Similarly with updates to cross-cutting concerns. Say there's a breaking change to your logging or testing framework, or an encryption library, or something like that. You can force all your teams to down tools and to synchronize in collaborating on one monster commit to The Monolith that will update everything at once - or you can tell everyone to update their own microservices, at their own pace (but by a given deadline, if InfoSec so demands), without blocking each other. Making _and testing and deploying_ one large commit containing lots of changes is, counter-intuitively, much harder than making lots of small commits containing the same quantity of actual change - your IDE can find-and-replace easily across the monorepo, but most updates due to breaking changes require human intervention and cannot be scripted. The ability for different microservices within the same company to consume different versions of the same utility library at the same time (as they are gradually, independently, updated) is a _benefit_, not a drawback.
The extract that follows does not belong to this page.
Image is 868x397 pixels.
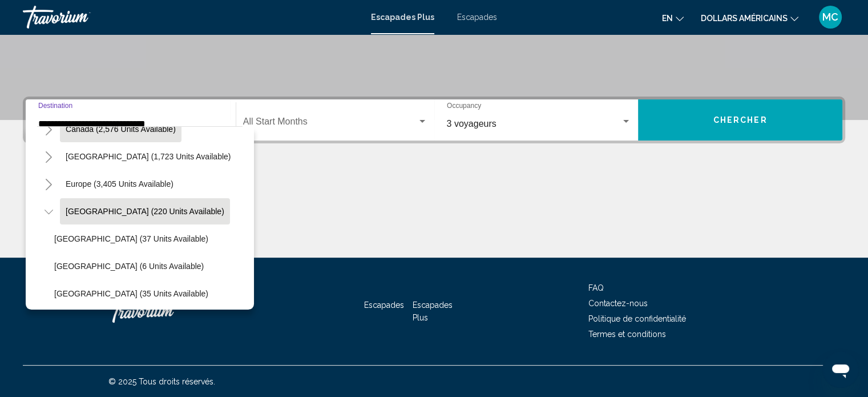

> a library call[...]is much more performant [...than] these expensive boundaries

I mean, no argument here - but latency tends to be excessively sought by developers, beyond the point of actual experience improvement. If it's your limiting factor, then by all means look for ways to improve it - but designing for fast development and deployment has paid far greater dividends, in my experience, than overly optimizing for latency.




> Monoliths _force_ you to update your caller and callee at the same time

It's possible to migrate method calls incrementally (create a new method or add a parameter). In large codebases, it's necessary to migrate incrementally. The techniques overlap those of changing an RPC method.


That's fair! The point about shared cross-cutting concerns still applies, but yeah, that's a fair point - thank you for pointing that out!